I basically clamped one of the finished sides down onto it. butted some scrap (hard) pine blocks up tight to the edge every 10" or so then drilled and fixed them with two screws from below, plenty good enough. The table saw made a rough job of the slitting but I wasn't too fussed as you couldn't want for a better key for the epoxy. In fact I had to knock them all back with a rasp. SO here's the jig with the bottom lath on the left and a stack of 3 more waiting to be glooped and clamped.
Can't afford to splash out on twenty odd clamps so resorted to ghetto methods using more screwed blocks and opposing wedges, I do like simple.
Here goes nothing. No going back now...
That went better than I had any right to expect but when freed from the jig it basically had no options but to conform to the rocker perfectly. I was fearing and expecting it to be a bit notchy and 'dodecahedral' because I hadn't created a proper, fully curved former but I can't see any evidence of that at all. As for teak being difficult to glue...? not from what I'm seeing it isn't. I suppose I should have (and still should) glued up a test piece (under bending tension same as the logs) to sit out on the balcony to see how the joints are going to behave long term.
A bit of a clean up needed but that rasp is my go-to for this sort of thing, get the right amount of skew exactly 'sweet-spot' right and it rips off neat shavings of hardened epoxy like it was ice cream!
So time to fix them in place, In the end I did opt to 'belt 'n brace' it using the ring nails as well though I fully accept they were structurally superfluous I thought I'd at least tip the hat to tradition.
More gash timber utilised for yet more improvised wedge clamps. They worked a treat.
A bit of a clean up
...and it's pretty much there. The top cappings are on now (epoxied and ring nailed again), the board for the winches can be fitted in situ and a pad for the mainsheet block needs to be fabricated and affixed.
I decided to go with beefing up the c/board pivot by installing some turned ebony bushings for the bolt to ride in (now upped to a meaty 12mm diameter) as the birch won't take kindly to any wearing away at its epoxy jacket, any water penetration and it'd turn black within a week.
Nicey
and hyper chuffed that it looks as good as it does given the environment in which it was built but oh boy did it come at a cost...

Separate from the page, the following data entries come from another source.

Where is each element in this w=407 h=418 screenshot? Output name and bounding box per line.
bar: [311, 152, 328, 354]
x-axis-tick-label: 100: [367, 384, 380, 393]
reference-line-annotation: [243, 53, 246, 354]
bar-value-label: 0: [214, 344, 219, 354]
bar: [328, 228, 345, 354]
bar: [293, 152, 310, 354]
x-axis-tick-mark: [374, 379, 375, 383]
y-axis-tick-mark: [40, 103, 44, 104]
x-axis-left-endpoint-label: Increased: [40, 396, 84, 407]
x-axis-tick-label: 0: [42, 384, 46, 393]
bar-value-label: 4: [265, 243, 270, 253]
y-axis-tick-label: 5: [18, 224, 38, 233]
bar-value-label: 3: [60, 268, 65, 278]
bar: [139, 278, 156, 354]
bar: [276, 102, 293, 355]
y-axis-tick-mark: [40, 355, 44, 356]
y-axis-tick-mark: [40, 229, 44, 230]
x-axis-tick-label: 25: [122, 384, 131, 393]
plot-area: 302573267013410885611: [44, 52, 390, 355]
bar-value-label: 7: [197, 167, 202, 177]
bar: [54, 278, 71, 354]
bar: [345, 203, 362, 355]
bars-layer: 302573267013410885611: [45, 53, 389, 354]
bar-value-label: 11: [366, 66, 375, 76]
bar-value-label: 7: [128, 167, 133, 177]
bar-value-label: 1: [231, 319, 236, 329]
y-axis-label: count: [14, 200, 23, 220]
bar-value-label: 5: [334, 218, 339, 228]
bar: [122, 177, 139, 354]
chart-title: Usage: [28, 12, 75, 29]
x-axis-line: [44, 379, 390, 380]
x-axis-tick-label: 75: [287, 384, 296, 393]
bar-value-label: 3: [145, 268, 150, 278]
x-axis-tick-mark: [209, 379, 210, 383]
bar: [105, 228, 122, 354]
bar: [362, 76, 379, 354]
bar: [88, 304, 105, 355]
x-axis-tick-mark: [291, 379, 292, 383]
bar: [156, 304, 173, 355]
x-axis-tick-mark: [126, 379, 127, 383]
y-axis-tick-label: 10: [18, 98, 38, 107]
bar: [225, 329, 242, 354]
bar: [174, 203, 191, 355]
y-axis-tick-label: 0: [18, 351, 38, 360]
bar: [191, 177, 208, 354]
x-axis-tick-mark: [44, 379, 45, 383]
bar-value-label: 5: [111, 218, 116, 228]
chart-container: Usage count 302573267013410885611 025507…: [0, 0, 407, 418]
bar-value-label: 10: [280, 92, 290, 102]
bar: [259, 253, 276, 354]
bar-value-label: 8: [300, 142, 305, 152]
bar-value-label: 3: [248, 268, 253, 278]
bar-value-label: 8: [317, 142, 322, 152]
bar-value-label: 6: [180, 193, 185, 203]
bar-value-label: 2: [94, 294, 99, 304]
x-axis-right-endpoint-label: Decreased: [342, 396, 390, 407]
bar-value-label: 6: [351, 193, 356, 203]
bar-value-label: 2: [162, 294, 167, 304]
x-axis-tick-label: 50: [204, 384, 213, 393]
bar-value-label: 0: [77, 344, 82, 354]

Contact dermatitis of course. This is two weeks after the prescription for oral anti-histamines and a topical steroid cream and it finally started to heal!
This time it was the teak that bit me, and hard. At first I thought it was a chilblain or suchlike as it was just one finger and during that cold snowfall but uh uh. Within 12 hours both hands were burning, blistering and itching like nothing I've ever experienced before short of sticking my arms in a nettle patch on the hour every hour. It still hurts now if I bang them on anything. Pre-sensitisation? Hoh yuss.
Yeeeeebloodyouch! Damn this hurts. I've put an end to that by getting 3 coats o' Coovars on so now it's safe to handle. Safe yes, easy - no not really, this thing must weigh 40lbs I reckon, where the original was featherweight this is more welterweight, real ice-breaker stuff in fact that gives me an idea for the name...
"Ice-Breaker"
I like it.
t.t.f.n.
Guv
...well if it was easy everybody would have one.